First we tried The Coming Crisis, next came The Coming Collapse, then we were stumped for a bit, and went back to Crisis, and then on to The Looming Disaster. That one lasted a week before we both decided it really sucked. By that point it seemed like the real looming disaster was the book. Simon and Schuster sent back a first draft with more red edits than book. Fortunately, most of the red simply required us to move things around some and cut and paste some sections.

And then it became easy, because the publishing house named it. Our agent/editor went through the second draft and found it acceptable, and used something from the prologue.

Eat your peas!

That's what you were told when you were little. Eat your peas and you'll grow up big and strong. Maybe it was your Mom who told you, or your grandmother, or maybe Aunt Tilly, but they all told you to eat your peas. If it wasn't your peas, it was your corn or your carrots or your green beans. Whatever it was, you had to eat it so that you would become big and strong.

Needless to say, you didn't want to! That stuff was yucky! It was a weird color and tasted bad and was mushy. You weren't going to eat it! They couldn't make you! No! No! No!

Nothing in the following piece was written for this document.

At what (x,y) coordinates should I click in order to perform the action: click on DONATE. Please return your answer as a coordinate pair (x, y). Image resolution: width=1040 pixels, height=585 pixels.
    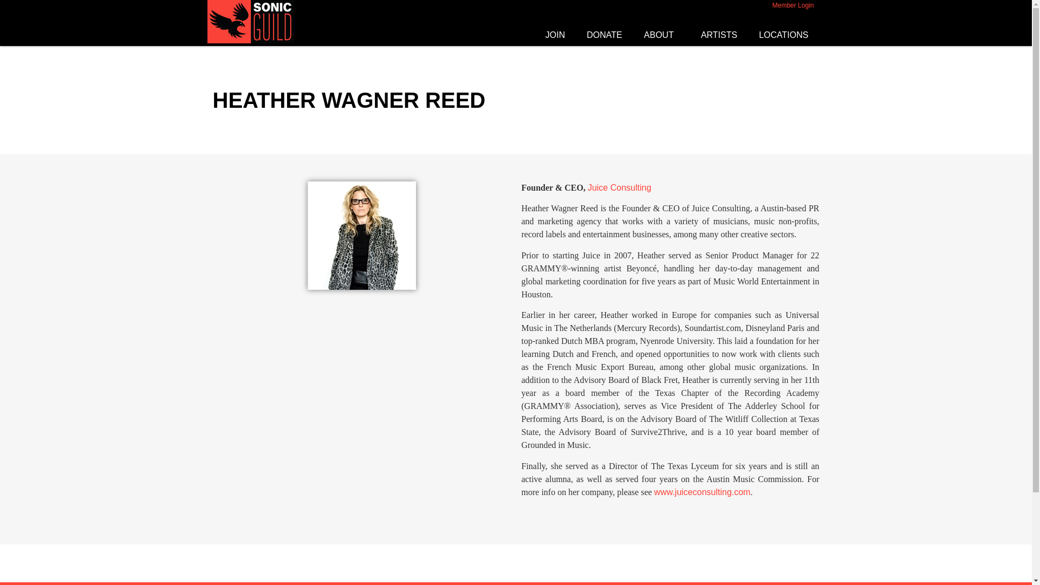
    Looking at the image, I should click on (604, 35).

What you really wanted to do was eat dessert. Dessert was fun! Dessert tasted good! Dessert three times a day was a great idea!

It didn't quite work out that way. Mom or Granny or Aunt Tilly made you eat your vegetables - or else! No dessert unless your plate was clean. You might sneak a green bean to the dog occasionally, but they usually caught you and made you eat two for every one you dumped on the floor. Eventually you got to dessert.

At some point you grew up. By your teens you realized that vegetables could actually be tasty, and you knew they were good for you, and you were mature enough to work your way through them. Mom and Granny and Aunt Tilly no longer had to yell at you and could pass along their wisdom to your younger brother or sister.

Infrastructure is a lot like the vegetables at dinner. Nobody wants to eat them, but you have to, because they'll make you big and strong. Everybody wants dessert, the fun stuff we do with our money - lowering taxes and raising benefits. The difference is that even though as adults we know to eat our vegetables at the dinner table, we don't always know this the rest of the time. At home you know that if you only eat dessert, sooner or later your teeth will fall out and you'll get weak and flabby and eventually you'll get sick. It's the same with infrastructure, the roads and bridges, the sewers and water treatment plants. If you ignore them, sooner or later a nation gets weak and sick.